As he prepared to speak at one antiwar rally, Lustick, intimating that anyone who opposed the war was likely to be targeted by retributive, government-sanctioned violence, unfurled an American flag as he stepped to the podium. “Every demonstration must have American flags,” he told the audience sardonically, “if only to prevent the cops from beating you.”

In December 2002 — three months before the U.S. invasion of Iraq — Lustick co-signed (along with more than 90 fellow professors of Middle Eastern studies) an open letter suggesting that Israel was planning to exploit a U.S. war against Iraq as a pretext for initiating a campaign of “ethnic cleansing” against Palestinians. The letter read, in part: “Americans cannot remain silent while crimes as abhorrent as ethnic cleansing are being openly advocated. We urge our government to communicate clearly to the government of Israel that the expulsion of people according to race, religion or nationality would constitute crimes against humanity and will not be tolerated.” Lustick’s fellow signers included, among others, the following professors: Lila Abu-Lughod, Laurie Brand, Juan Cole, Miriam Cooke, Nadia Abu El-Haj, Lisa Hajjar, Bruce Lawrence, and Stephen Zunes.

When asked in a Tikkun magazine interview if he trusted Yasser Arafat, Lustick ignored Arafat’s history as a terrorist and categorized him alongside other heads of state:

“Do I trust Yasser Arafat? Of course not. Why should I? Why should anyone trust a politician, whether Shimon Peres, Ariel Sharon, Bill Clinton, Richard Nixon, Lyndon Johnson, Benjamin Netanyahu, George W. Bush, or Yasser Arafat?
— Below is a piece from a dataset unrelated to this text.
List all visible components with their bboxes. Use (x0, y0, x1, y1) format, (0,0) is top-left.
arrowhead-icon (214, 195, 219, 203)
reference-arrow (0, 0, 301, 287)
Whether we agree with them or not, politicians aren’t for trusting. They are for getting done what can be done to make really horrible problems into plain old lousy problems.”

Lustick’s articles on ethnic conflict, Middle East politics, American foreign policy, social science methodology, and organization theory have appeared in numerous publications, including World Politics, International Organization, American Political Science Review, Foreign Affairs, Foreign Policy, the Middle East Journal, Middle East Policy, Israel Studies, Journal of Palestine Studies, and The Cornell International Law Journal.

Lustick has received research grants from dozens of institutions and foundations, including the United States Institute for Peace, the Ford Foundation, the Charles Revson Foundation, the National Science Foundation, the Carnegie Corporation, and the National Endowment for the Humanities.